Re-opening this issue to document somewhere in the source code why this optimization is unsound for Arm LSE atomics (it's not unsound for other hw archs with similar ldadd vs stadd vs ldadd wzr variants).

@ktkachov-arm would it be possible for someone from Arm to prepare the PR to document this and review it?

I believe the following herd tests show that fetch_add must be compiled to ldadd with a non-zero return register, since otherwise the current implementation of acquire fences (dmb ishld, which is part of the Atomics ABI), does not suffice (assuming the Arm Memory Consistency Model in herd covers these cases). I believe this shows that it is not sound to optimize a fetch_add with an unused return on Arm LSE to either:

  • ldadd w0, wzr, addr (an ldadd with a zero register for the output operand), or
  • stadd

The relevant part of the manual is the Atomic instructions section (C3.2.12 on the copy I have at hand), which states this precise exception:

The ST<OP> instructions, and LD<OP> instructions where the destination register is WZR or XZR, are not regarded as doing a read for the purpose of a DMB LD barrier.

The herd example for Will's litmus test is the following (test it, e.g., here: https://developer.arm.com/herd7):

AArch64 MP
{
0:X1=x; 0:X2=y;
1:X1=x; 1:X2=y;
2:X1=x; 2:X2=y;
}
 P0          | P1               | P2          ;
 MOV W0,#1   | MOV W0,#1        | LDR W0,[X2] ;
 STR W0,[X1] | LDADD W0,W0,[X2] |             ;
 dmb ish     | dmb ishld        |             ;
 STR W0,[X2] | LDR W0,[X1]      |             ;
exists
(1:X0=2 /\ 2:X0=1)

which returns 5 states:

:X0=0; 2:X0=0;
1:X0=0; 2:X0=1;
1:X0=1; 2:X0=0;
1:X0=1; 2:X0=1;
1:X0=1; 2:X0=2;  // If 2:X0==2, then 1:X0==1

Changing the LDADD W0,W0,[X2] to an STADD W0,[X2] or to an LDADD W0,WZR,[X2] grows it to 6 states, with the new state being:

1:X0=0; 2:X0=2;

which means that observing 2:X0 == 2 does not suffice to guarantee 1:X0 == 1, since it can also be 1:X0 == 0.

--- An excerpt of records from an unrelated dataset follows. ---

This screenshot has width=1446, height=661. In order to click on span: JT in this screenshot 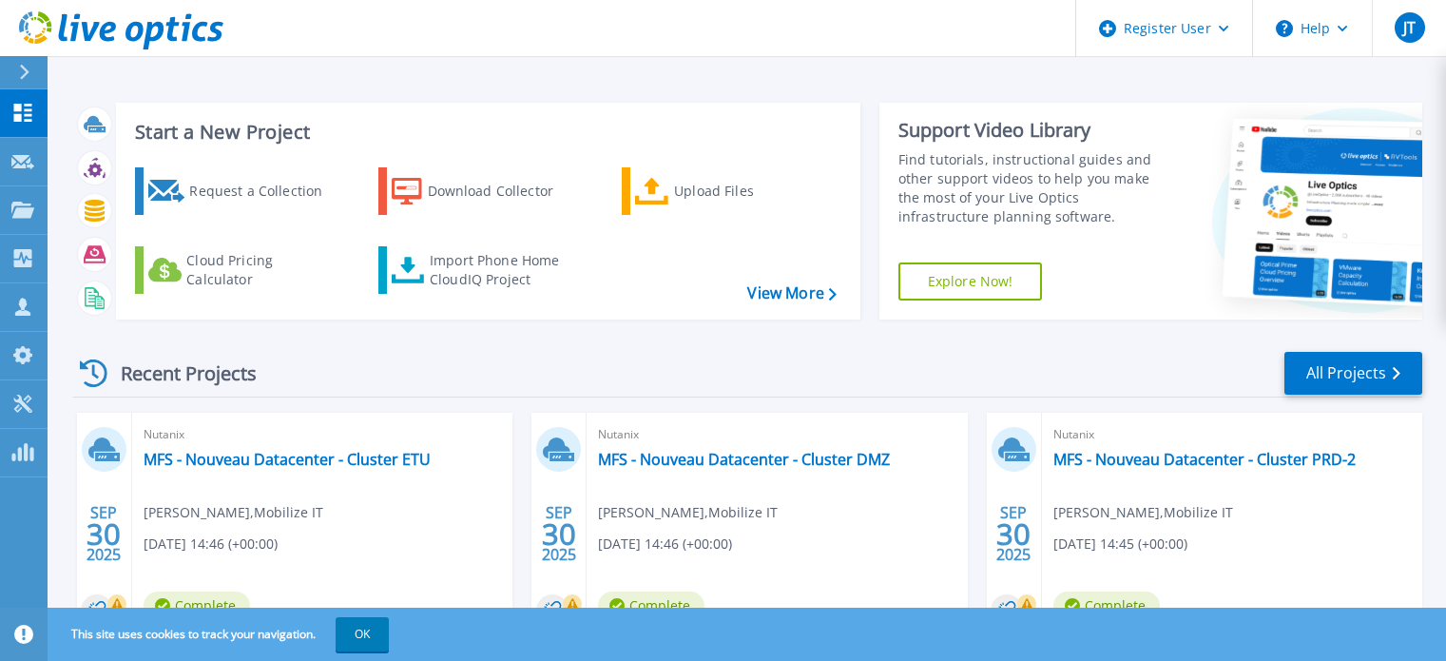, I will do `click(1409, 28)`.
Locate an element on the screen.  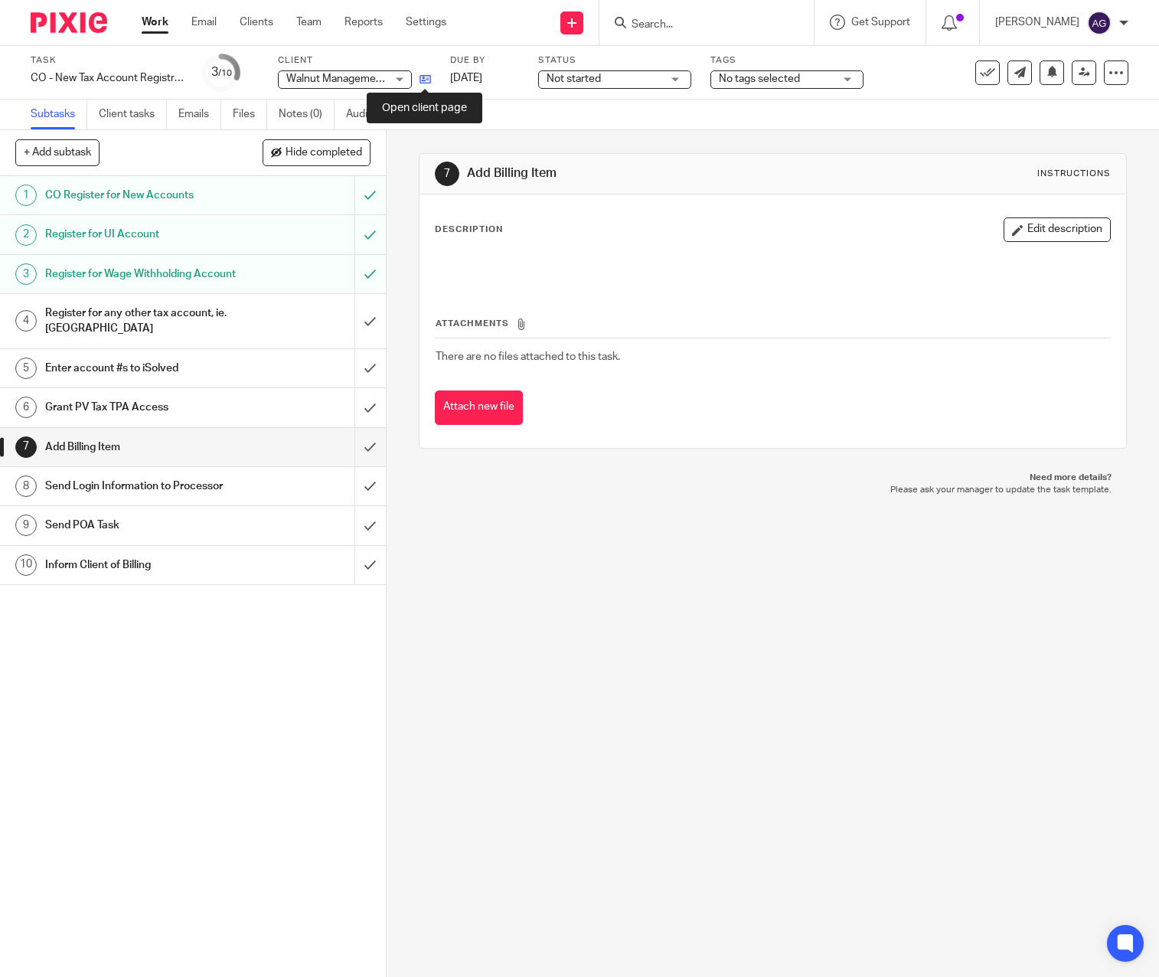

I believe that if, hypothetically speaking, one wanted to allow these optimizations, then either:

  • the ISA guarantees for dmb ishld would need to be strengthened to also cover the loads performed by STADD and LDADD WO,WZR,[addr] (e.g. by removing the exception for ST<OP> and LD<OP> cited above), or
  • the atomic ABI would need to change from dmb ishld to dmb ish for acquire fences.

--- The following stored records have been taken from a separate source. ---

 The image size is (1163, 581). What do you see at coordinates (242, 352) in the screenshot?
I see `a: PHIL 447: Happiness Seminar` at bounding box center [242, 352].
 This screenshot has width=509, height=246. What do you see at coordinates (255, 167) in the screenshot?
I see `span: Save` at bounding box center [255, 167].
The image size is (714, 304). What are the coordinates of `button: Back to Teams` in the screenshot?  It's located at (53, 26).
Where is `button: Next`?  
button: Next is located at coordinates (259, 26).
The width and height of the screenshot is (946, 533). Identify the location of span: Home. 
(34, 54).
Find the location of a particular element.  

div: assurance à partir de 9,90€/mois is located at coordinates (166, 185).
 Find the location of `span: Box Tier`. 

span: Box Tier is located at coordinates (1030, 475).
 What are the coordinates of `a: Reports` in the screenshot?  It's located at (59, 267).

@gonzalobg gonzalobg reopened this Dec 6, 2023
@gonzalobg gonzalobg changed the title atomic::fetch_add with unused result generates ldadd instead of stadd on Arm Document that atomic::fetch_add with unused result must generates ldadd with non-zero output register on Arm with LSE Dec 6, 2023
Sign up for free to join this conversation on GitHub. Already have an account? Sign in to comment
Projects
None yet
Development

Successfully merging a pull request may close this issue.